Naming the Real
Naming the Real
Brandon Cook
In an era of polarization, confusion, and "fake news," discerning and naming what is real—what satisfies, what has substance, what is meaningful—is more important than ever. The Naming the Real Podcast is about doing just that: rightly naming the beliefs, attitudes, practices, and behaviors that will help you transcend our cultural anxiety and lead a flourishing life, for the sake of the world.
The Glimmer Path (Spirituality over Purity Pt. 2)
What if purity culture is not ultimately about morality, but belonging? Brandon Cook explores the inner psychology beneath political, religious, and personal purity systems, revealing how anxiety, inner critics, and the longing for connection shape our lives. He argues that unhurriedness, beauty, and "glimmers" help us transcend binaries and rediscover belovedness.
May 25
12 min
Unitive Centrism & its Enemy (Spirituality over Purity Part I)
Why do we keep dividing the world into "us" and "them"? This episode explores purity culture as the hidden force shaping our religion, politics, and identity—offering certainty and belonging while quietly distorting reality. To move toward unitive centrism, we must first name the systems that keep us stuck.
May 18
12 min
In Dialogue: Growing up Evangelical Part II
Part II continues the conversation with a deeper look at how evangelicalism shaped political imagination and spiritual formation. It explores transactional faith, the loss of moral imagination, and the need for a third way rooted in participation, original blessing, and unitive centrism.
May 4
20 min
In Dialogue: Growing up Evangelical Part I
Brandon Cook, host of Naming the Real, joins The Vining Center to reflect on growing up evangelical, where faith shaped but eventually constrained him. He explores polarization, collective illusion, and spiritual distortion, proposing a "third way"—unitive centrism—grounded in humility, integration, and love beyond tribal divides and reactive certainty.
Apr 27
29 min
Unitive Centrism: Appreciating Right & Left
What if the "other side" actually holds something you need? This episode explores how left and right each protect essential values—individual and communal, past and future—and invites a more human way forward. By appreciating both, we can move beyond outrage, soften division, and discover a wiser, more unitive path together.
Apr 21
12 min
The Case for Unitive Centrism (A Third Way, Pt. 6)
In a culture of distortion and binary thinking, this episode defines "unitive centrism"—the recovery of reality as both/and. Drawing on Aristotle's golden mean, it shows how truth emerges in tension, not extremes, inviting us beyond tribalism toward a third way that restores nuance, humility, and shared reality.
Apr 6
12 min
The Center of Distortion (A Third Way, Pt. 5)
As surrounding culture increasingly finds methods of justifying behavior, the pervasive habit of identifying as the victim in any situation (typically contrary to objective reality) creates an environment that renders discourse, disagreement, or debate impossible. How can we free ourselves from this distorted reality in order to be better friends, neighbors, and whole peolpe?
Mar 30
12 min
World Without Facts (A Third Way, Part IV)
How do we live in a world where everyone sees a different reality? In this episode, Brandon Cook explores the growing crisis of the "post-truth" age—an era where emotional narratives, tribal loyalty, and information overload often overwhelm basic facts. Examining how confusion, spectacle, and the constant flood of information can erode our shared sense of reality. He notes when facts become negotiable, something deeper begins to unravel—not just politics, but our ability to make moral judgments at all. The result is a culture where people increasingly contort themselves to defend what they know isn't true. So how do we live with integrity in a world where truth itself feels unstable?
Mar 23
11 min
When Decency Dies: The Third Moral Fallacy
What happens when basic human decency disappears from public life? When power replaces restraint, the line between stability and chaos grows dangerously thin. In this episode, Brandon Cook explores how tribal loyalty, moral fallacies, and the normalization of cruelty erode the norms that sustain democracy—and keep us connected. Only by naming indecency can we chart a course back to flourishing.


Using the data below, find how many lines include the word "shrink" and report that figure alone.

BEGIN THE RECORDS

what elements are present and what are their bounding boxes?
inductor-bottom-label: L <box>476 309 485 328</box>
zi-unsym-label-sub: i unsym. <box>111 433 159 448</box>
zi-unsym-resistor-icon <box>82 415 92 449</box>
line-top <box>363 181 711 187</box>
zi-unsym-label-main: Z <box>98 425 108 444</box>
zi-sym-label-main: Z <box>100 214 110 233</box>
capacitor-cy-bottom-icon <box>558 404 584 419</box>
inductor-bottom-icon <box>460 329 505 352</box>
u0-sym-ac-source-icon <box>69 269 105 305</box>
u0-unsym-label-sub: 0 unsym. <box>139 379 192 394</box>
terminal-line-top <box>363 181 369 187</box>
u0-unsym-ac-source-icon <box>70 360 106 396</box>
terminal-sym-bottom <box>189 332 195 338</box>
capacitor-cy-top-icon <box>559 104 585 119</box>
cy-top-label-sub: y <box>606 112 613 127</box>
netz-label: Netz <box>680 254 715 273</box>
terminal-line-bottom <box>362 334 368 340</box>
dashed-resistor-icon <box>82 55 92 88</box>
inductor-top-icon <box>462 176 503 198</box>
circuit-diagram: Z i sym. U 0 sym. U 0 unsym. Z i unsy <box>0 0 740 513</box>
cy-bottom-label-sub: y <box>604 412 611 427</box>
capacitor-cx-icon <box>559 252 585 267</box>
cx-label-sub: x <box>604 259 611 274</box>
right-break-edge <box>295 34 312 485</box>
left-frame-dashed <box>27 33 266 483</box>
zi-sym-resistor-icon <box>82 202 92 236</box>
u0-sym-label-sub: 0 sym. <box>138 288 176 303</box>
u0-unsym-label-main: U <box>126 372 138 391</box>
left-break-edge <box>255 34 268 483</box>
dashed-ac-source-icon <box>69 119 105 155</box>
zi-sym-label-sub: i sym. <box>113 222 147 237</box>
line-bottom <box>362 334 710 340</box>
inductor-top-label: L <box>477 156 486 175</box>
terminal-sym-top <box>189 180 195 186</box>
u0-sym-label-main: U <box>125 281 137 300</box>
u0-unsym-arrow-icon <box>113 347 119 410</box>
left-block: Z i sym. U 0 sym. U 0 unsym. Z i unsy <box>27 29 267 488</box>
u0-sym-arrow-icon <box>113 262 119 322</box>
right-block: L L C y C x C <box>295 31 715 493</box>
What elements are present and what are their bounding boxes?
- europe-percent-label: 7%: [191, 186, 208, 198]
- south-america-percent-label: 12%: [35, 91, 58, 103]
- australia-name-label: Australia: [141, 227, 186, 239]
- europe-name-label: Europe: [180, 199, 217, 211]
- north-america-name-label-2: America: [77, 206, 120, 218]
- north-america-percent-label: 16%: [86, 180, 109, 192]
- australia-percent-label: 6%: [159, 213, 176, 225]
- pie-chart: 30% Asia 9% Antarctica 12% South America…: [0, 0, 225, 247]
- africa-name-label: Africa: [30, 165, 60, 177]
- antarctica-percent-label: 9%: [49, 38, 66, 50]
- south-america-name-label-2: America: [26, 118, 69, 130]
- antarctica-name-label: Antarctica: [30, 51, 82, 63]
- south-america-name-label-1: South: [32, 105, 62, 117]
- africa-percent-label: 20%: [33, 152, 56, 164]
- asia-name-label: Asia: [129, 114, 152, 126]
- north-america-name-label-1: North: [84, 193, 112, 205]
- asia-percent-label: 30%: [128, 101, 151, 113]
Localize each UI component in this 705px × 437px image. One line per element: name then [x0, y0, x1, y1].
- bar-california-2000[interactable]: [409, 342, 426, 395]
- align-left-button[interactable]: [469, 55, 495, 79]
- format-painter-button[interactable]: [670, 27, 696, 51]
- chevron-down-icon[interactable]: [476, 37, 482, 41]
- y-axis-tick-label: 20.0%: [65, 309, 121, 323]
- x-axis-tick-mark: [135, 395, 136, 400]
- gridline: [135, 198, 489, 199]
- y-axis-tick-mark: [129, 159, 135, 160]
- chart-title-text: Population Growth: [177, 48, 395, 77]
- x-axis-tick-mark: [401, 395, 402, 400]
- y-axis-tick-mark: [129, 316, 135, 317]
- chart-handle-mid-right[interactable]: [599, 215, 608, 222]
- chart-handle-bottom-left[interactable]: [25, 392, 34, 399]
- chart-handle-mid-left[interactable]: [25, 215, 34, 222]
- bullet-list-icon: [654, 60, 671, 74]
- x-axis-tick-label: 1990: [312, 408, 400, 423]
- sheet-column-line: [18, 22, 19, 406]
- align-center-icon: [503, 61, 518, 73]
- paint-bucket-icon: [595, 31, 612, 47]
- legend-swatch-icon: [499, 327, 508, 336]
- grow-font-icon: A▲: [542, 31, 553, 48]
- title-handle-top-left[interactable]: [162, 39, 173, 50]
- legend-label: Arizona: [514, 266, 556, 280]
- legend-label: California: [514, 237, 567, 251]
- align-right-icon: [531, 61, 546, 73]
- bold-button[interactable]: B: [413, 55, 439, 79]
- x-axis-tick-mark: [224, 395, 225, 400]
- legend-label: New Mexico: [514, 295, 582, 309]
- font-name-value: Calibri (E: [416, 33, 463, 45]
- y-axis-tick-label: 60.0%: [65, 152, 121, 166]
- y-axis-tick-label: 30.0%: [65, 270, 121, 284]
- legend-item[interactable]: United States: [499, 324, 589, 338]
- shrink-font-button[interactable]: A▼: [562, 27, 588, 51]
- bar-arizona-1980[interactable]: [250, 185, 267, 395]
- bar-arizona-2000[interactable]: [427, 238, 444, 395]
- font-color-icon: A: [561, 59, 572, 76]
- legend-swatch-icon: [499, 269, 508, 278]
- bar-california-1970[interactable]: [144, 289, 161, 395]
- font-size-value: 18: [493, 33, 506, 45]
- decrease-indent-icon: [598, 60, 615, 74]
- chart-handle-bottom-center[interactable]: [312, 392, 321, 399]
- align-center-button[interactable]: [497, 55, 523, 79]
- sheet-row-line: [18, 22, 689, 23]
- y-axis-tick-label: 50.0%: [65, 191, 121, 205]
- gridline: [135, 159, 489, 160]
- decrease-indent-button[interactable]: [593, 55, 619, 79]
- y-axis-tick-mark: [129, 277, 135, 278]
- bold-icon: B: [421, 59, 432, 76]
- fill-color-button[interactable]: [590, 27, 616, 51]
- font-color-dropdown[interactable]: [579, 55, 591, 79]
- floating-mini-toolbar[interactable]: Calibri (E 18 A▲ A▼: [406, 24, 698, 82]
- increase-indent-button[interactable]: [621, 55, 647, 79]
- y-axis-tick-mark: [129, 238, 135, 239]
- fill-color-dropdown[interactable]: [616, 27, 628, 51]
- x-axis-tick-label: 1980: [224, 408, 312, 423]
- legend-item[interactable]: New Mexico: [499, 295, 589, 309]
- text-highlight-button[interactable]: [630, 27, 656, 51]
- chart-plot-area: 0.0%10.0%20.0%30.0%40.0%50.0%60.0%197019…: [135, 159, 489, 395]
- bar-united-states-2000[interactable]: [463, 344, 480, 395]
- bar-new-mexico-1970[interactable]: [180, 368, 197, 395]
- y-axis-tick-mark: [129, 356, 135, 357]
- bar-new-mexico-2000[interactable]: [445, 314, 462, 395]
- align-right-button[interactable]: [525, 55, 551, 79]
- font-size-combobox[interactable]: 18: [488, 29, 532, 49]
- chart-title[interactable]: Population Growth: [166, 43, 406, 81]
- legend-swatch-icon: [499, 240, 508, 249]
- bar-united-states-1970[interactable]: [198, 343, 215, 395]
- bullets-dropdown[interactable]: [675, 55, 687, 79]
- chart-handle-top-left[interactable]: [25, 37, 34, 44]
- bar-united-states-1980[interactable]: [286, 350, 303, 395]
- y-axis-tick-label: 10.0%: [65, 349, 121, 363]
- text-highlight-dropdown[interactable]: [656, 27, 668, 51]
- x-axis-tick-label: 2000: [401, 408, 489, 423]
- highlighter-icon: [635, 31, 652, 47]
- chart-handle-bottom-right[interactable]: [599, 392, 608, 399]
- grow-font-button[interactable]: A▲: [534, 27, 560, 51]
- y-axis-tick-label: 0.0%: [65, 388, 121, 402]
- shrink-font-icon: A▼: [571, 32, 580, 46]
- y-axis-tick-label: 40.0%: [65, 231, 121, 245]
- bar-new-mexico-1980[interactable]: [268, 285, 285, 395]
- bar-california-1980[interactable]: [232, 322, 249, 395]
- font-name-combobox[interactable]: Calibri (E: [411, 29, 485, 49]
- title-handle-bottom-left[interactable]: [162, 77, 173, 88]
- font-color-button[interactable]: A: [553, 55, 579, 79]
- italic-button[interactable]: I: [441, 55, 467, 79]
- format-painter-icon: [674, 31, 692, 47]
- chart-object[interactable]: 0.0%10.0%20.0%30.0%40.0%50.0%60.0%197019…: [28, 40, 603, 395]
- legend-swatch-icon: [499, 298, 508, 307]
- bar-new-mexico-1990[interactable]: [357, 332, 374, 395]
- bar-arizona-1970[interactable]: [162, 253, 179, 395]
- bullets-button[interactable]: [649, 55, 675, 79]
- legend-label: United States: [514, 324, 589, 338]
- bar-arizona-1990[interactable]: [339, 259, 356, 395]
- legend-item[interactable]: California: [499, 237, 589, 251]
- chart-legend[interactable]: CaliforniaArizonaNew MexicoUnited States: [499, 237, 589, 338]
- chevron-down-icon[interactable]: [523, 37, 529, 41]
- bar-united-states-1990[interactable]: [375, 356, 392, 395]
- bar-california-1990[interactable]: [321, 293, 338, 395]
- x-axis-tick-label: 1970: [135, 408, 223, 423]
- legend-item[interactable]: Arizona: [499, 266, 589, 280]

END THE RECORDS

* COMPLETED EXERCISE
2